OpenGL Loader Generator is a generator of OpenGL loading library targetting C++ that supports different OpenGL versions, profiles, extensions, and even has adjustable code formatting. The generated library loads OpenGL function pointers & can be used in place of system-provided OpenGL header files (which are known to contain definitions for only a few extremely old OpenGL verions). The library has no dependencies other than an OpenGL implementation and a C++11 compiler.
The project has been tested under Linux with GCC 9.2 & under Windows with MinGW 9.3. If for some reason it doesn't work for your platform, be welcome to post an issue or (better) make a PR.
The project is heavily influenced by glLoadGen (no longer supported).
The generator itself is a single python script generator.py
. It needs a configuration file to work, though.
To generate the loading library (header & source files), run
./generator.py config.json
The config file is a single JSON object containing the generator configuration (see the example file). A config file was chosen instead of e.g. command-line arguments to make updating the config & loader easier.
The following generator options are supported:
Option | Type | Default value | Description |
---|---|---|---|
spec_file |
string |
"gl.xml" |
Path to OpenGL specification XML file (a version of this file is included in this repository) |
api |
string |
"gl" |
The API to load: gl , gles1 , gles2 or glsc |
version |
string |
"4.6" |
The API version to load |
profile |
string |
"core" |
The API profile to load (may be empty) |
extensions |
[string] |
[] |
The list of extensions to load |
indent |
string |
"\t" |
The string to use as indentation in the generated code |
namespace |
string |
"gl" |
The namespace that will be used for generated API functions and constants (empty namespace means using global namespace) |
loader_namespace |
string |
"sys" |
The namespace that will be used for the loader library public interface, relative to the gl namespace (empty namespace means using parent namespace) |
internal_namespace |
string |
"internal" |
The namespace that will be used for the loader library internals, relative to the gl namespace (empty namespace means using parent namespace) |
internal_prefix |
string |
"" |
The prefix that will be appended to all OpenGL function names in the loader library internals (not the loaded OpenGL functions) |
undef |
int |
4 |
All OpenGL constants of this length or shorter will be #undef ined in the beginning of the library header (some systems may define TRUE , ZERO , etc) |
strip |
bool |
true |
Whether to strip the gl and GL_ prefixes from OpenGL functions and constants (makes sense when using a namespace) |
out_header |
string |
"gl.hpp" |
The path to the generated loader library header |
out_source |
string |
"gl.cpp" |
The path to the generated loader library source |
include |
string |
"\"${config.out_header}\"" |
The string to be used by the library source to include the library header (including the "" or <> ); that is, the library source will contain a line #include ${config.include} |
All non-absolute paths are resolved relative to current working directory.

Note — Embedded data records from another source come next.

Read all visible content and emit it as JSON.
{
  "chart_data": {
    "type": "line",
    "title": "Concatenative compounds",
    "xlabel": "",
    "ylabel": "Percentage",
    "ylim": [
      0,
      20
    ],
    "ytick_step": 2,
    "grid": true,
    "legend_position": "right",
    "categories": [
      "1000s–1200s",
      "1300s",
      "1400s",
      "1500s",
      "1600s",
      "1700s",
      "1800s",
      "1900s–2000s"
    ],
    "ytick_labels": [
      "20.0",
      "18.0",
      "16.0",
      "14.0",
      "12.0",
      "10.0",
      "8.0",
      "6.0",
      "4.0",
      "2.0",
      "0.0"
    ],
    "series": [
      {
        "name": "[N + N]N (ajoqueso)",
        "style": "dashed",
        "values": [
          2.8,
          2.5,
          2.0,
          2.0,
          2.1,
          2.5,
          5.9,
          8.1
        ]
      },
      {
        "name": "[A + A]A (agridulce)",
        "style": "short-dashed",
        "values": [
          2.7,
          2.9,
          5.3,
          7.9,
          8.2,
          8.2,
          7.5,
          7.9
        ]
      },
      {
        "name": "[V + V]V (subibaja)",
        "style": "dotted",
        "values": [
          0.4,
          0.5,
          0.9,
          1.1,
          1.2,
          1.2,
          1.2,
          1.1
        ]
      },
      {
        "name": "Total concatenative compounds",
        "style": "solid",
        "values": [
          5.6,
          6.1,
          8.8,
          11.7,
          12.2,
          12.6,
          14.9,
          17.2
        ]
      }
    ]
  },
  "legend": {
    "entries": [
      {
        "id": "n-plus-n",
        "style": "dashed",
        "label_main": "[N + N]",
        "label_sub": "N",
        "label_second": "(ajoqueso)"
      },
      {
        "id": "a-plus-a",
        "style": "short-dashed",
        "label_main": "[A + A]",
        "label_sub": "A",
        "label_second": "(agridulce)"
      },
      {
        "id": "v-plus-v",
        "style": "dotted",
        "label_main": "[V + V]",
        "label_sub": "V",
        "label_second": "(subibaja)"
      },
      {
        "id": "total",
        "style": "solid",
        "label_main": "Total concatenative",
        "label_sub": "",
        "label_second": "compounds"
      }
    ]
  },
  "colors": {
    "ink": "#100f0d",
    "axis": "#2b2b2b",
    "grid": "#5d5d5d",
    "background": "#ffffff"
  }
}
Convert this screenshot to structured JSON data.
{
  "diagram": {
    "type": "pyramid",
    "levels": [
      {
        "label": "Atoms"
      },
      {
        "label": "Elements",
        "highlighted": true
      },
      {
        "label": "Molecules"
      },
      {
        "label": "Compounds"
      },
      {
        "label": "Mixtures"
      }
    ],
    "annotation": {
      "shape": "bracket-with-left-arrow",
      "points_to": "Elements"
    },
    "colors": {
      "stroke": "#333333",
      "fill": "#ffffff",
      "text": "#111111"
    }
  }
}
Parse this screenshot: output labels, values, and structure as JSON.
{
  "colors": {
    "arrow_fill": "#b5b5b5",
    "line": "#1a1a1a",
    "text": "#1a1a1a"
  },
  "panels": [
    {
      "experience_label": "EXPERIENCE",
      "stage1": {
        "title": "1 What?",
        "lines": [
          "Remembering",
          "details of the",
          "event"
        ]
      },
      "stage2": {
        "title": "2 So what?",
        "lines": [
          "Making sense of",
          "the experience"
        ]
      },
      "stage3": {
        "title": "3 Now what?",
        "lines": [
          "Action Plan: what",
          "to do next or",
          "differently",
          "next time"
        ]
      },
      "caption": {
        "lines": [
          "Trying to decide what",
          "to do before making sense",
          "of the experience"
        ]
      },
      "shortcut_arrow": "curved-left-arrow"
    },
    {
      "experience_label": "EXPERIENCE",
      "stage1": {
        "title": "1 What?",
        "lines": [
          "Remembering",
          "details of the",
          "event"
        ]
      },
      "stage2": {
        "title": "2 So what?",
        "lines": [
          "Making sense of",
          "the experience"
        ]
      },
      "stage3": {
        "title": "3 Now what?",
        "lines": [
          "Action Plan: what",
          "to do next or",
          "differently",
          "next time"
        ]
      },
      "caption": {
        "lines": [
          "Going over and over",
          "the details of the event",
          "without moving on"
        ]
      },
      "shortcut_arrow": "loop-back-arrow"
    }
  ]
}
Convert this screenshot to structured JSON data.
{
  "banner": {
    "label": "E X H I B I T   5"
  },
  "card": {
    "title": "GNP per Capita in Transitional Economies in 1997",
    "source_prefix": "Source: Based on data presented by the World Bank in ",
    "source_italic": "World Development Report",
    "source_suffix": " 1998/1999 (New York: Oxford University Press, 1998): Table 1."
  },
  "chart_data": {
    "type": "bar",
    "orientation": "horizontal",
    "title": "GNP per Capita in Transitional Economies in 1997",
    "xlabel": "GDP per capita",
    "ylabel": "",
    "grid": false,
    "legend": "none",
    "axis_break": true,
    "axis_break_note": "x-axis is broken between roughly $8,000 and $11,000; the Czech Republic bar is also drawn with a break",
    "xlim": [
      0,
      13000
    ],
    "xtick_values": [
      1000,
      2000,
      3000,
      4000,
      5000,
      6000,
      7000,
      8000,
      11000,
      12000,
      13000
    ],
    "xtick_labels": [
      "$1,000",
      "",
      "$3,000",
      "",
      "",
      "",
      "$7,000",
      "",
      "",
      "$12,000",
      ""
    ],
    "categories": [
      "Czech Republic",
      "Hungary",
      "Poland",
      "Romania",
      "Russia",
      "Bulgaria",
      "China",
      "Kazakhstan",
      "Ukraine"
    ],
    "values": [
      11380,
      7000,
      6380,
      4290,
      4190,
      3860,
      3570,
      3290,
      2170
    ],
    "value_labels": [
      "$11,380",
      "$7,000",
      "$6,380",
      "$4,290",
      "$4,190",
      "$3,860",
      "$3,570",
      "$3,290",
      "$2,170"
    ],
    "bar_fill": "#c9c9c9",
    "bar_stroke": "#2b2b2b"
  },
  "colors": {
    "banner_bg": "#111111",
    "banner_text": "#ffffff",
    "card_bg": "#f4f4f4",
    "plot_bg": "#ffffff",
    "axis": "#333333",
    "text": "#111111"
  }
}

The generated functions are in C++, thus adhere to C++ linkage & name mangling rules.
Note that options config.namespace = ""
and config.strip = false
make the generated functions appear in the global namespace with names identical to how they are defined in OpenGL (e.g. glClear
in the global namespace, etc). This may interfere with already existing OpenGL functions, use at your own risk (however the library prevents including OpenGL headers alongside itself, and OpenGL functions have C
linkage, so it should be hard to actually face any problems).
See the examples of generated header and source for further details on the structure of the generated files.
With the default settings, the gl
namespace contains all OpenGL functions and constants for a particular version & profile, while the loader library API is in the gl::sys
namespace. The gl::internal
namespace will contain the actual OpenGL functions' pointers that will be loaded at runtime. All of these namespaces can be changed through the configuration file.
To initialize the library, call gl::sys::initialize()
. This function returns true
if all the required OpenGL functions were successfully loaded (excluding extensions), and false
otherwise. To check if a particular requested extension is supported, call gl::sys::ext_EXTENSION_NAME()
, e.g. gl::sys::ext_ARB_texture_filter_anisotropic()
for the GL_ARB_texture_filter_anisotropic
extension (note that the GL_
part is stripped).
The loaded functions and constants can be used like gl::DrawArrays(gl::TRIANGLES, 0, 6)
(again, assuming default settings). See the test application for a working example of library usage.
The OpenGL Loader Generator is distributed under the MIT license.
Any fixes and/or enhancements are warmly welcome. Before creating a pull request, make sure that the test application compiles and runs successfully (you'll need the SDL2 library for that).